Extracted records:

=== Section Start ===

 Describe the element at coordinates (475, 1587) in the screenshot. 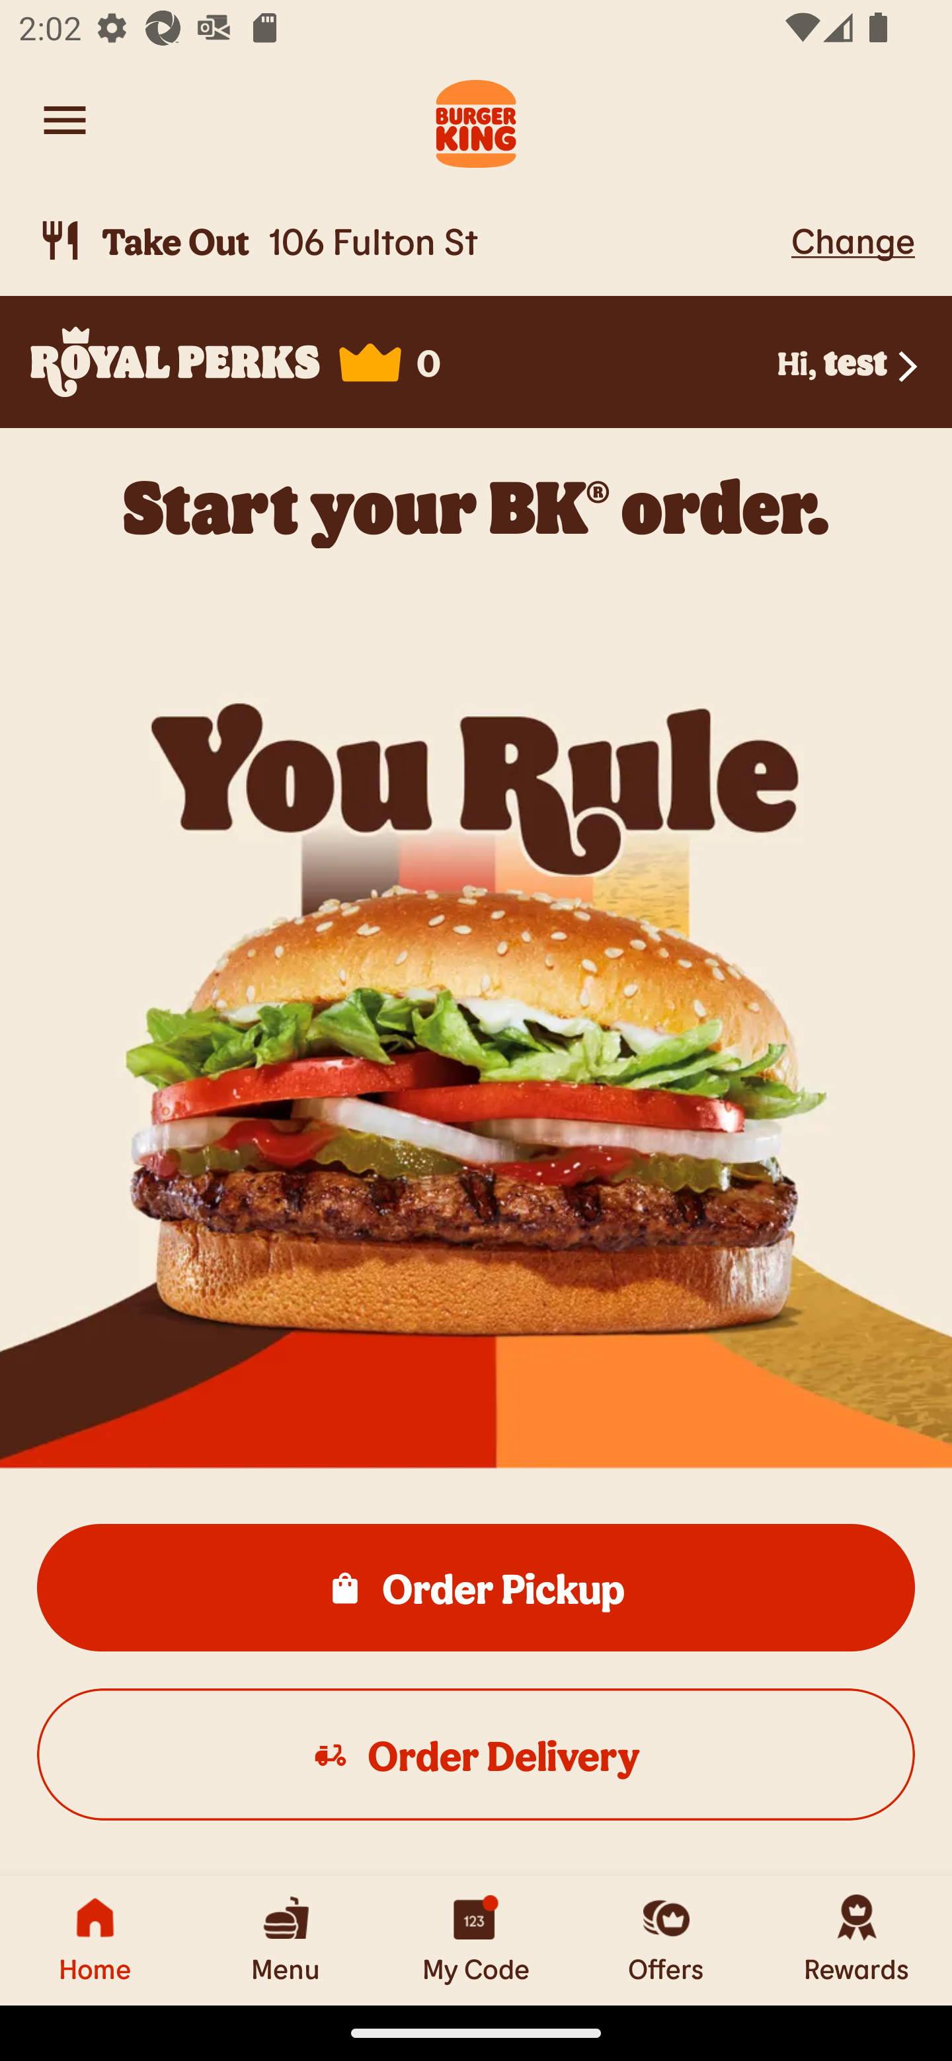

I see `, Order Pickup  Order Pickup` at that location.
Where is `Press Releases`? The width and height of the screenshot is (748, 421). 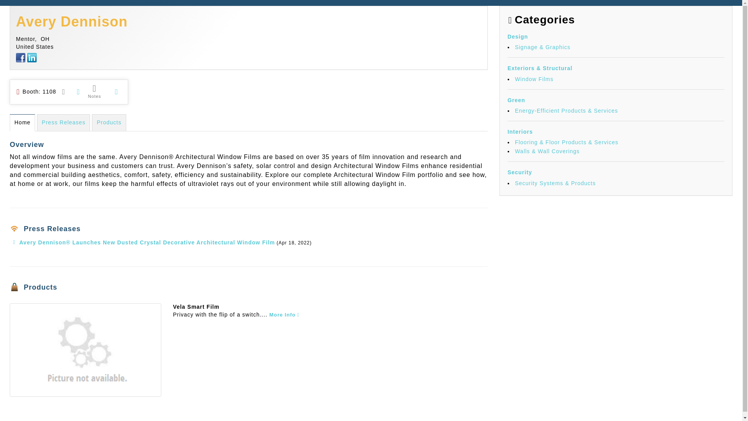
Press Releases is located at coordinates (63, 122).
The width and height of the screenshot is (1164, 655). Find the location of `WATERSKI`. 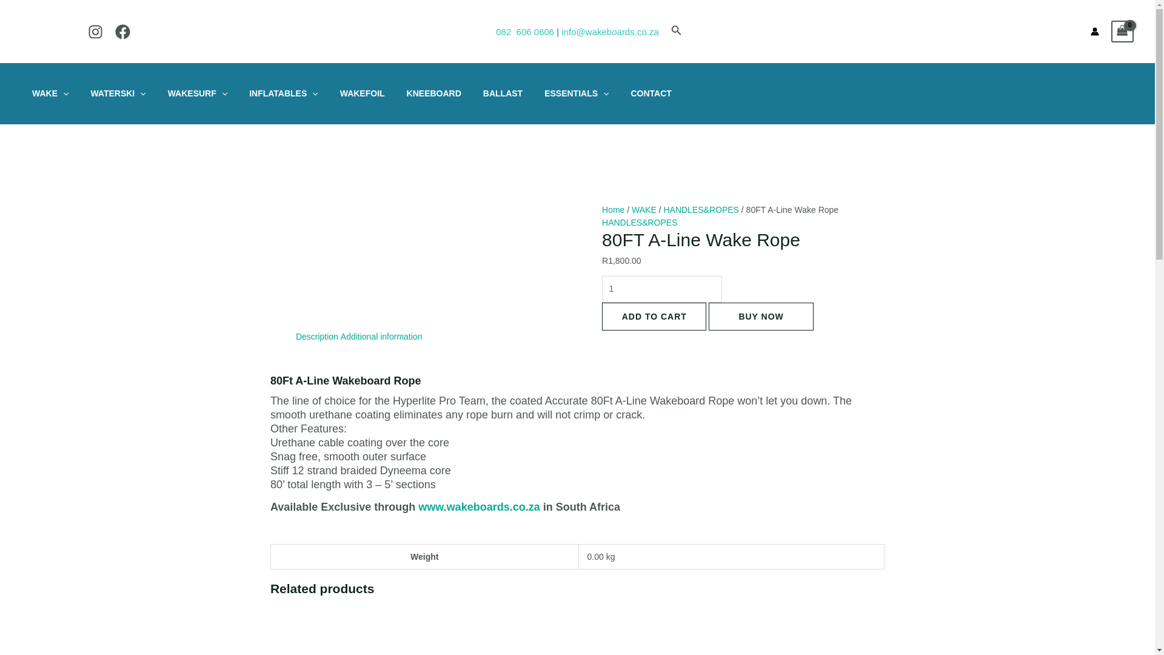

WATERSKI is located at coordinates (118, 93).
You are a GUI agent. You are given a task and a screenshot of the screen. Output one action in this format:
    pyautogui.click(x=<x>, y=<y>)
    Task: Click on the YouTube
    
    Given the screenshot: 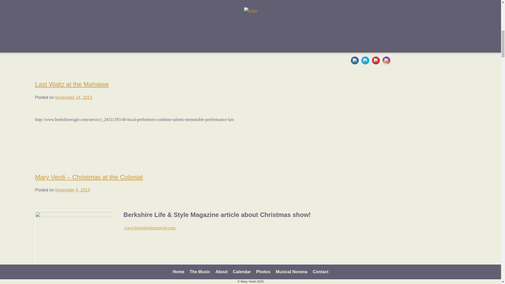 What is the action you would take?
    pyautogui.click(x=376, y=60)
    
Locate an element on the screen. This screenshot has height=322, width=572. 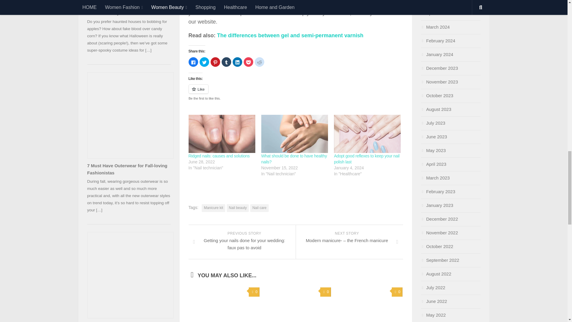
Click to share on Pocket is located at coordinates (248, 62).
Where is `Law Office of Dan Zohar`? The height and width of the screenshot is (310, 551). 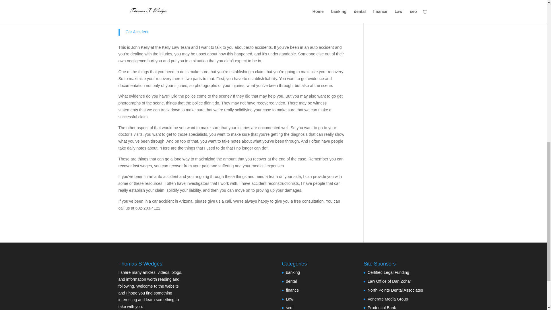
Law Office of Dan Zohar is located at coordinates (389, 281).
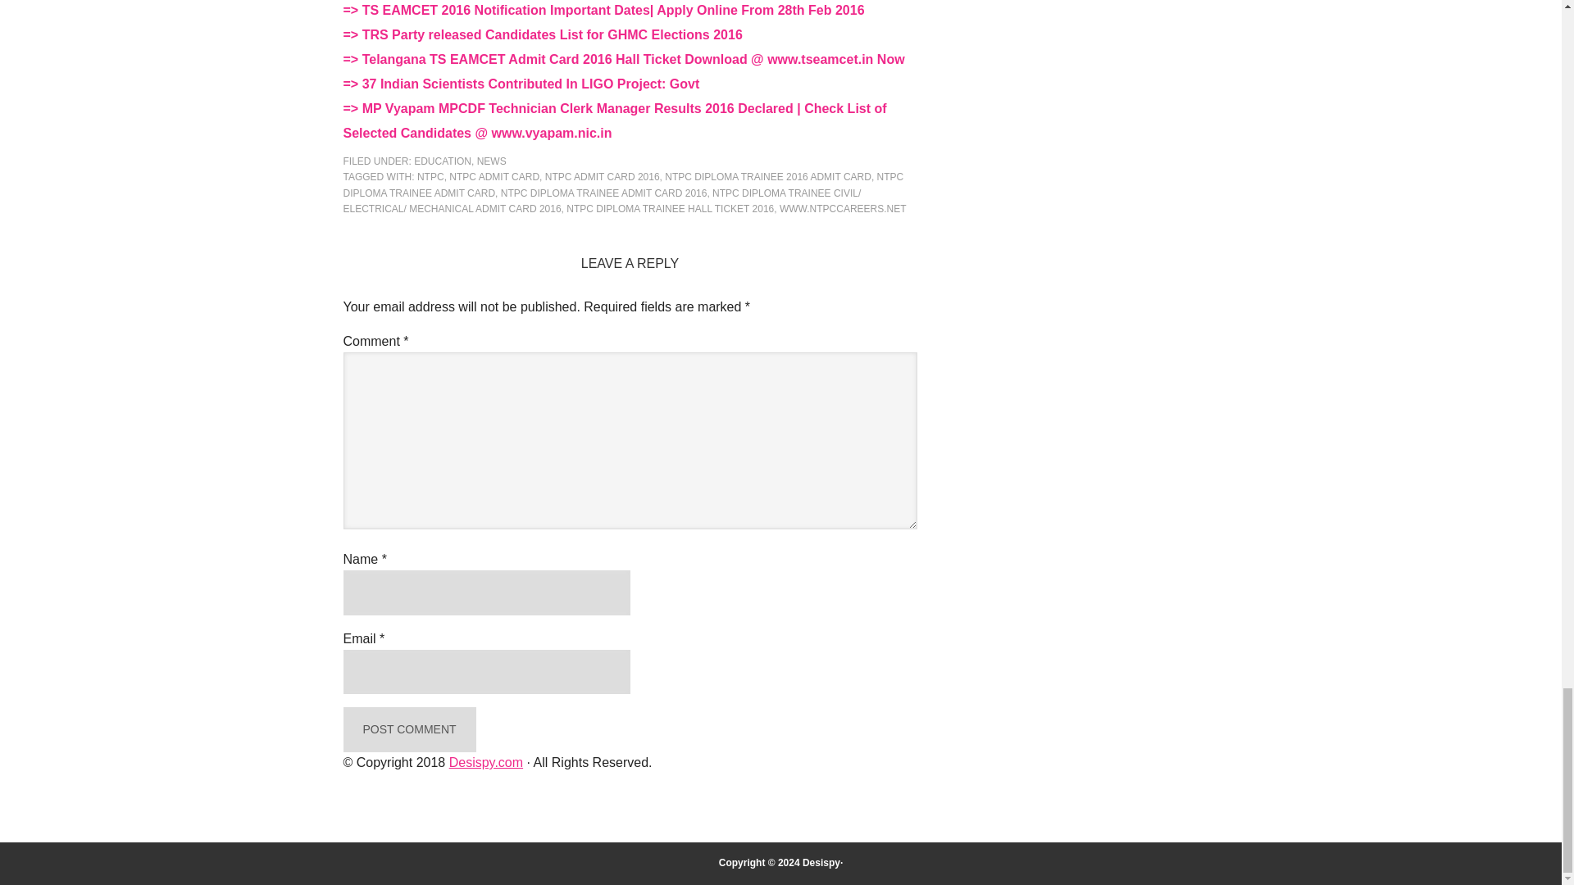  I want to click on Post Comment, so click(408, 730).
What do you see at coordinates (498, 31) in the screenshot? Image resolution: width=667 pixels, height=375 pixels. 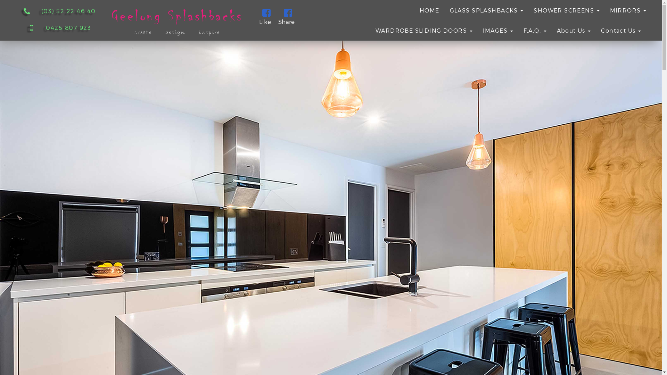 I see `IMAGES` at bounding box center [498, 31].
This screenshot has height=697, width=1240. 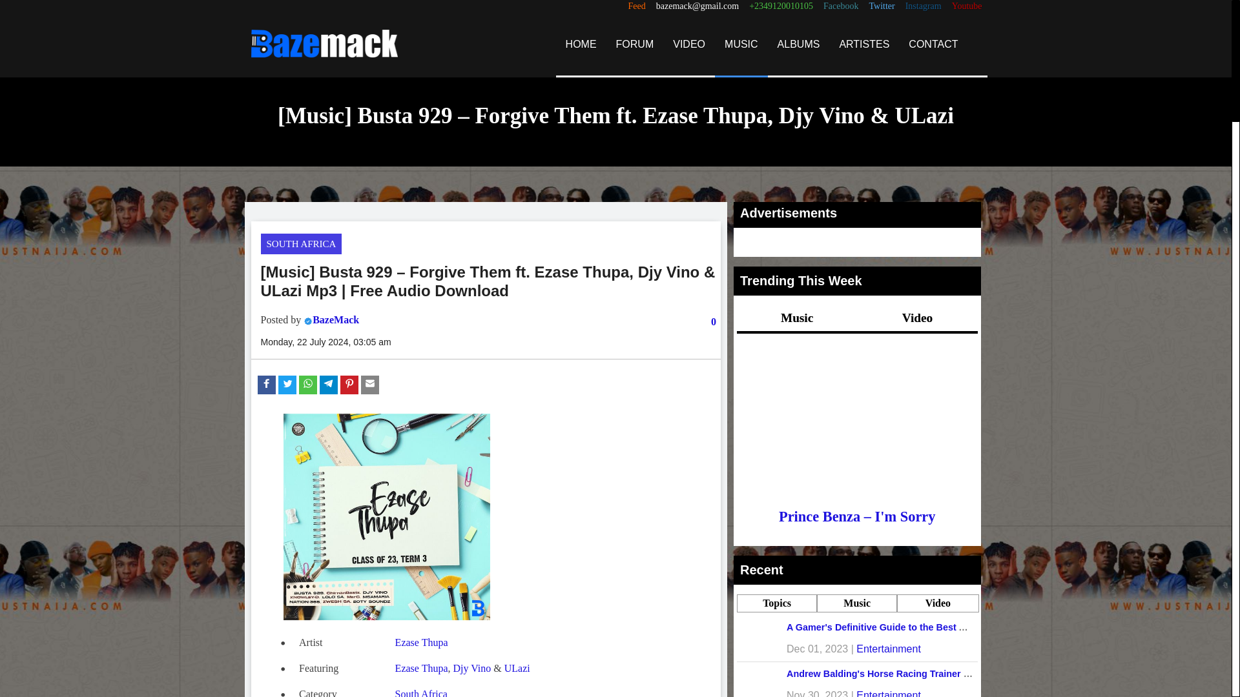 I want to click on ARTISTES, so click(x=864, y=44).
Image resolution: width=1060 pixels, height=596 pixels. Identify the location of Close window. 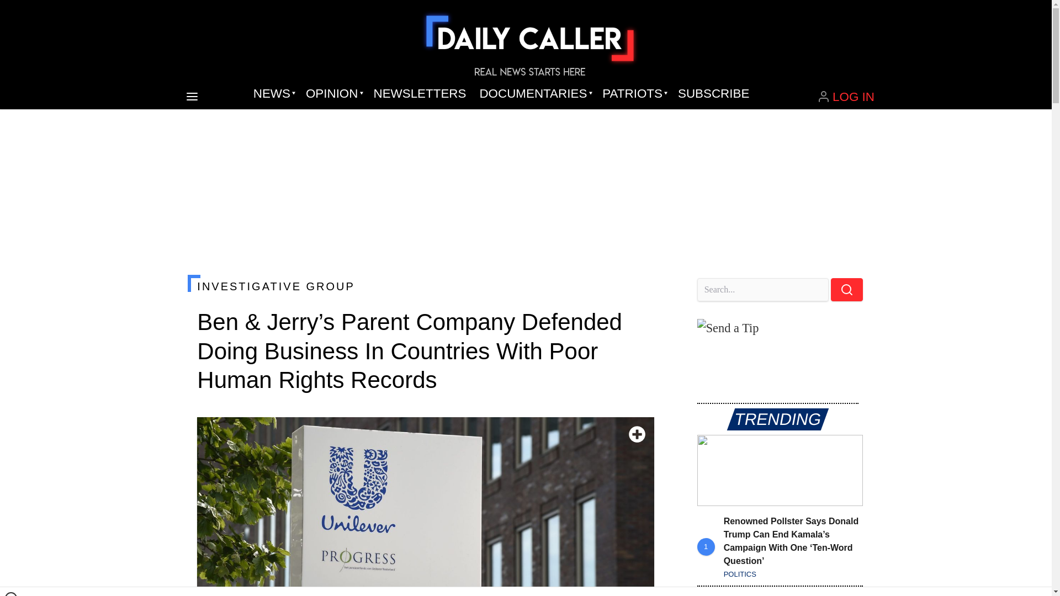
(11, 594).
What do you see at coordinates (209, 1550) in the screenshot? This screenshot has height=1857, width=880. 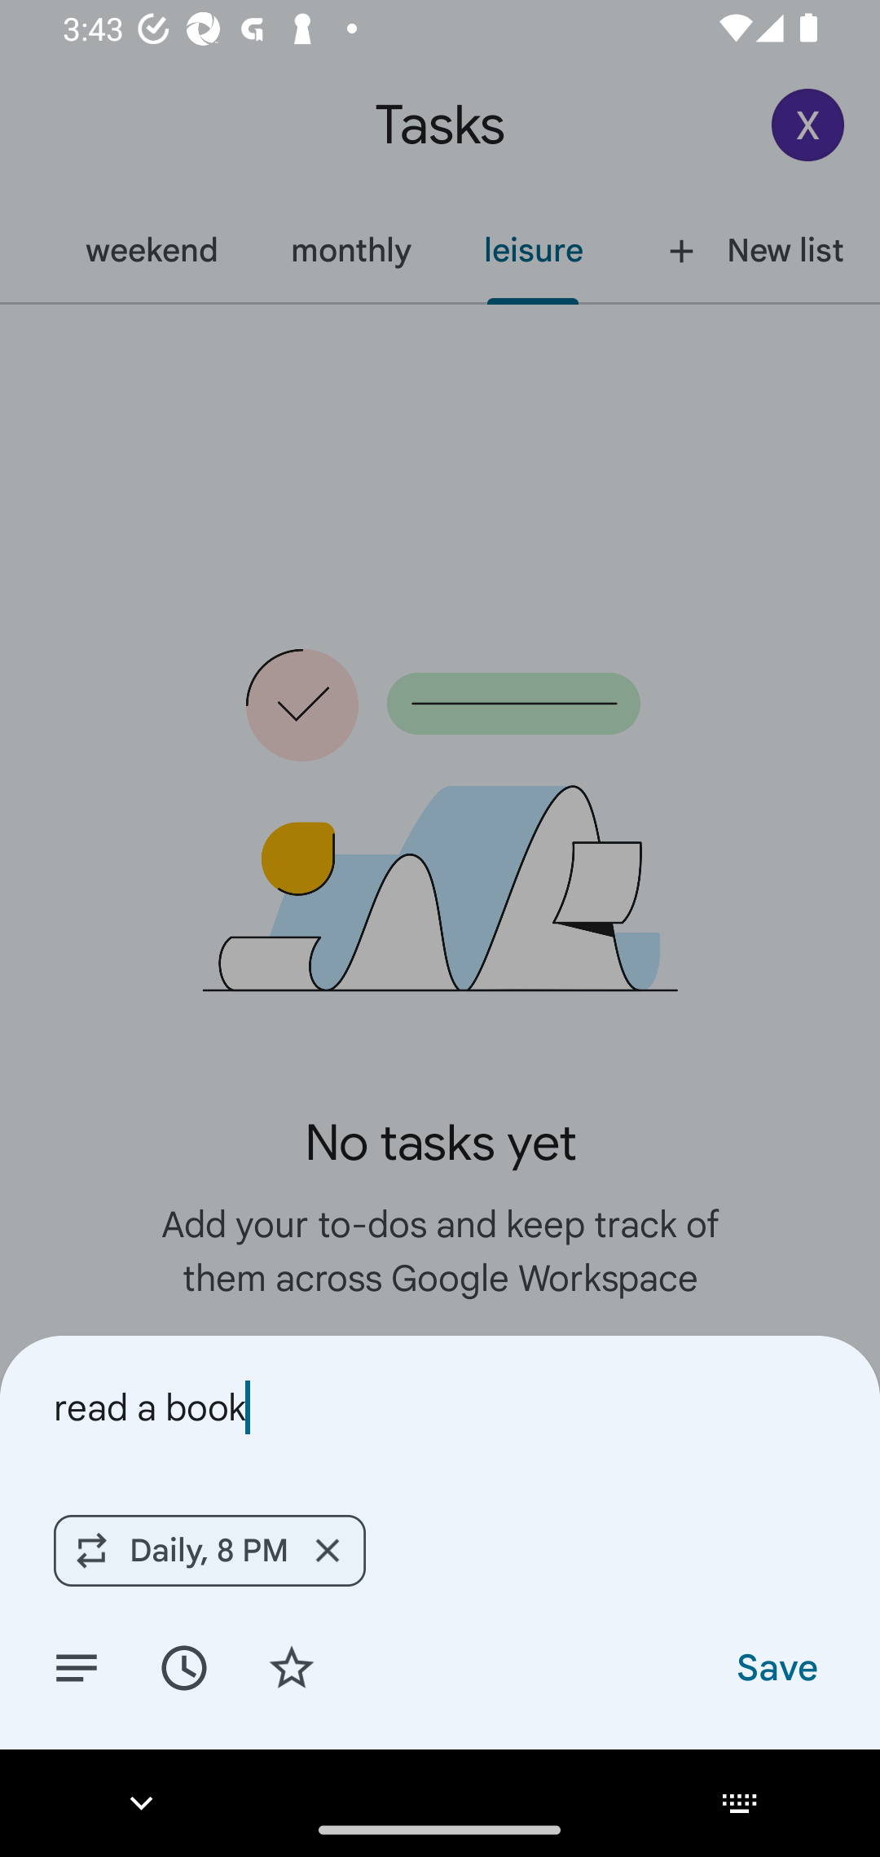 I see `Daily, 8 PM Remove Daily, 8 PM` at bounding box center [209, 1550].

=== Section End ===

Exercise aim: Although the records above contain pictures, the copy should hold only the lines from their start through the line containing "Task: Click on the YouTube", each exactly as written, and none of the pictures.

Answer to the exercise:
 Describe the element at coordinates (475, 1587) in the screenshot. 

I see `, Order Pickup  Order Pickup` at that location.
Where is `Press Releases`? The width and height of the screenshot is (748, 421). 
Press Releases is located at coordinates (63, 122).
The width and height of the screenshot is (1164, 655). Find the location of `WATERSKI`. 

WATERSKI is located at coordinates (118, 93).
You are a GUI agent. You are given a task and a screenshot of the screen. Output one action in this format:
    pyautogui.click(x=<x>, y=<y>)
    Task: Click on the YouTube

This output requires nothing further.